In the two years since I created this response there has been so much unknown that we’ve had to deal with. But is there anything to be said for not knowing? Is it worth living in this Unknown space? What are those spaces like? What would we find there? Would it be worth the not knowing?
Whatever you feel about the unknown, I think there’s something there worth exploring. Music is one way of doing this. Whilst the name is a mystery, the depth of feeling in Bob Hobkirk’s playing is not. That’s what originally drew me into this entry. The object is unknown, but the purity and clarity of feeling about it is certainly not. It travels through the slightly scratchy recording like a beam of light. The unknown story is told with conviction, held steady from beginning to end. It says something about himself. I don’t know what but it’s there. I could deeply relate to this Unknown Air and felt inspired to create a musical response as a solo performance using low whistle and synth alongside the archive recording of his playing.
My response is a dialogue between us. My whistle playing follows his fiddle playing and ornamentation exactly, and the piece is held together by droning synth that speaks to the future and past, with both Church-organ-like quality and fabulous electronic buzz and stereo movement. I play live and Bob Hobkirk ‘plays’ through recording, and we pass each other by in slow motion, both coming in and out of focus. The process reminds me of how things pass between generations, some things clearly heard and other things left forgotten and slightly out of focus.
When I performed this piece live the effect was hymnal and meditative, with a quality that looks back and forward, and is endless – with the extremely slow looped harmonic rhythm, starting where it begins with Bob Hobkirk’s playing. Combining ‘old’ sounds with new music-making possibilities was deeply rewarding in this commission, awarded by a team of MSc Curation students from Edinburgh College of Art working in exhibition design in early 2020. The performance was to launch an exhibition that showcased Edinburgh University visual archive material, in collaboration with Travelling Gallery, The gallery subsequently went on tour around East Lothian. This was the final piece of that 20 minute performance to launch the exhibition. My brief was to create music to reflect on the relationship between archive and place, it’s up to you as a listener if this was fulfilled in the piece! Here is more information on the full exhibition, which hopefully managed to go ahead in February 2020: https://www.eca.ed.ac.uk/event/situated-place-art-collection
Thank you, Bob Hobkirk, for your fiddle playing in March 1973, and thank you to the School of Scottish Studies Archives for helping me find and use his beautiful music in this arrangement in February 2020.
Here’s to what is learnt and what remains unknown.
This month the Academic Support Librarian team are highlighting resources linked to Equity, Diversity & Inclusion in the areas of Law and Social and Political Science. You may be aware that Justice Week 2022 is nearly upon us (28th February to 4th March), and we thought this would be an excellent time to shine a light on a number of legal materials which are free to access, and therefore help to make the understanding of law more accessible to a greater number of people. We list several useful resources on the Law subject guide under ‘More Legal Resources’, including:
The University subscribes to even more databases which offer staff and students additional access to support their study and research. You can find these by visiting our Law Databases page:
You may also be interested in our short video (9 minutes) which demonstrates how to access international legal resources via library services online.:
As well as databases we have some great books and eBooks including:
We hope this will inspire you to explore the library’s collections further when considering Equity, Diversity and Inclusion themes – so now over to you to take a look!
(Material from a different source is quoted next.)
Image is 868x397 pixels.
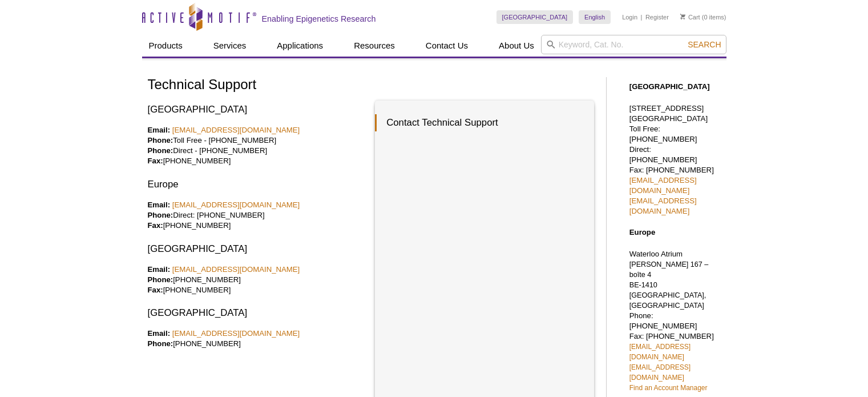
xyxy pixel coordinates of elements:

Qur’an Gateway, a digital tool for the critical study of the Qurʾanic text and its early manuscripts, ceased to operate by last November. The good news is that this useful resource has now a reincarnation in the form of Qur’an Tool, which is an open source thanks to Melbourne School of Theology hosting the service. The landing page of Qur’an Tool (www.quran-tools.com) provides a link to the open source version at the hosting institution directly:
This is a powerful tool for the critical study of the text, construction, and language of the Qur’an. Formulaic analysis is based upon the tools and techniques in An Oral-Formulaic Study of the Qur’an (New York: Lexington, 2017 [2014]) by Dr. Andrew G. Bannister. You can simply look up a verse or browse the list of all Suras, root usage by Sura, word lists, word associations and intertextual connections. There is also a searchable dictionary derived from Project Root List, which has digitised several classical Arabic dictionaries (al-Mufradāt fī gharīb al-Qurʾān, Lisān al-ʿarab, Tāj al-ʿarūs min jawāhir al-qāmūs, and An Arabic-English Lexicon by E.W Lane) and made the data publicly available. (Information above is extracted from the Qur’an Tool site at Melbourne School of Theology)
For first time users, it is necessary to sign up for a personal account to use the service.
Thanks to a request from a student in HCA the Library has trial access to Krokodil Digital Archive from East View. The complete archive of what was once the leading satirical publication of the Soviet Era.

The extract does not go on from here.